The dynasty got two rings out of him. The 2001 season -- 20-3, first pitcher in history to start 20-1, Jeter's team going 27-5-1 in his starts -- stands as the single best individual pitching season by a Yankee starter in the dynasty era. Rivera closed the door. Clemens blew it off the hinges. Bernie hit. Pettitte competed. Clemens pitched -- 20-3 at age 39 with Mr. Splitty as his weapon of choice -- and the Yankees won 27 of those 33 starts.

That season is in the record books and it's real, whatever you think about the rest of it.

Frequently Asked Questions

How many Cy Young Awards did Roger Clemens win?

What did Roger Clemens do in the 2000 World Series?

Is Roger Clemens in the Baseball Hall of Fame?

What was Roger Clemens's record with the Yankees?

What was the Mitchell Report's connection to Roger Clemens?

Career Stats

Regular Season

Regular season pitching statistics
YearGGSWLSVIPHERKBBERAWHIP
200032321380204.118484188843.701.31
200133332030220.120586213723.511.26
200229291360180.017287192634.351.31
200333331790211.219992190583.911.21
2007181766099.0994668314.181.31
Career175174834201103.0104449110143984.011.31

Career-best seasons highlighted in gold.
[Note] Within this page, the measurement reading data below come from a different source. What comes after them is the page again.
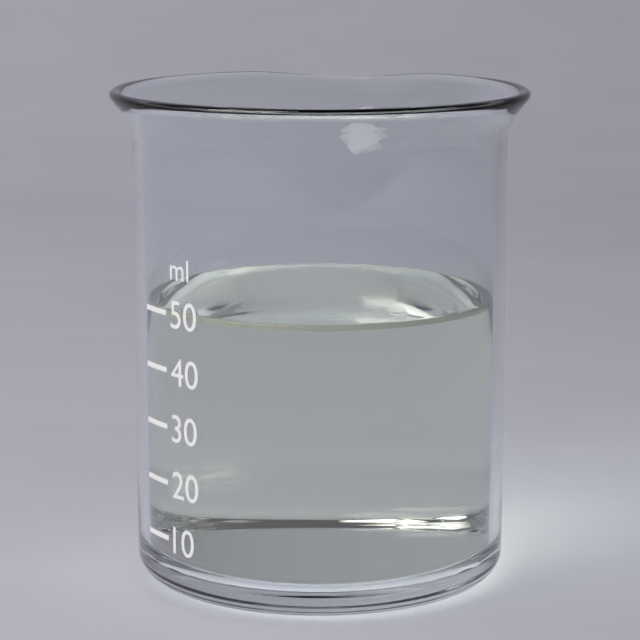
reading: 50 ml
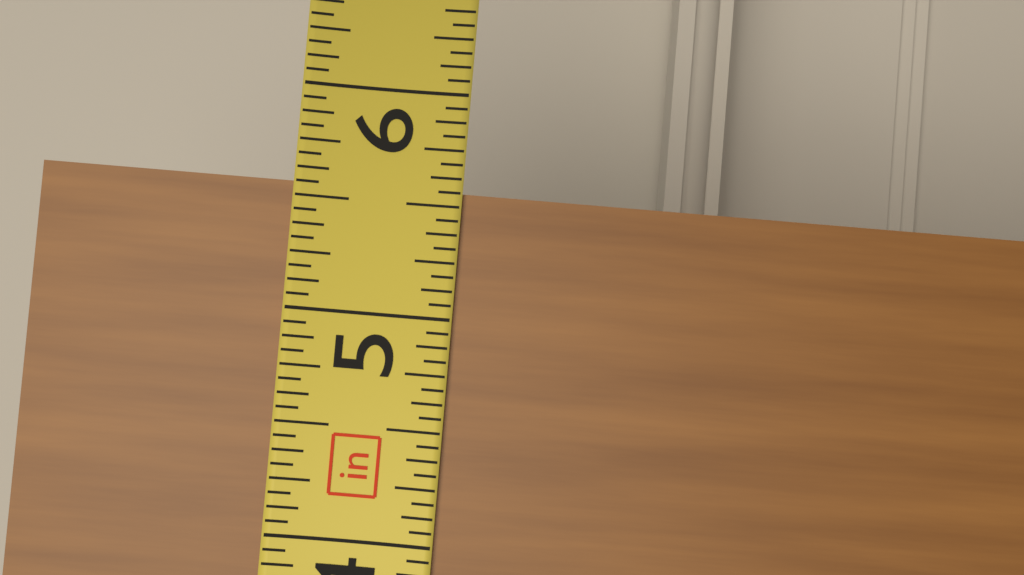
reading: 5.5625 in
Stats via Retrosheet.

Postseason

Postseason pitching statistics
YearGGSWLSVIPHERKBBERAWHIP
19993--21016.2--------3.24--
20004--22028.0--------3.21--
20015--11026.2--------2.36--
20021--0005.2--------6.35--
20034--20023.0--------3.52--
20071--0002.1--------11.57--
Career180740102.100000.000.00

Frequently Asked Questions

Did Roger Clemens play in the postseason with the Yankees?

Yes, Roger Clemens appeared in 18 postseason games for the New York Yankees. While Roger Clemens didn't win a World Series ring, the postseason experience showed Roger Clemens's value as a contributor during the Yankees' October runs.

Where was Roger Clemens born?

Roger Clemens was born in Dayton, OH, USA. Roger Clemens went on to play for the New York Yankees from 1999-2003, 2007, representing the franchise at the major league level.

What were Roger Clemens's career stats with the Yankees?

Roger Clemens compiled a 83-42 record, a 4.01 ERA, and 1,014 strikeouts across 175 games on the mound for the New York Yankees. Roger Clemens's pitching career with the Yankees covered the 1999-2003, 2007 seasons.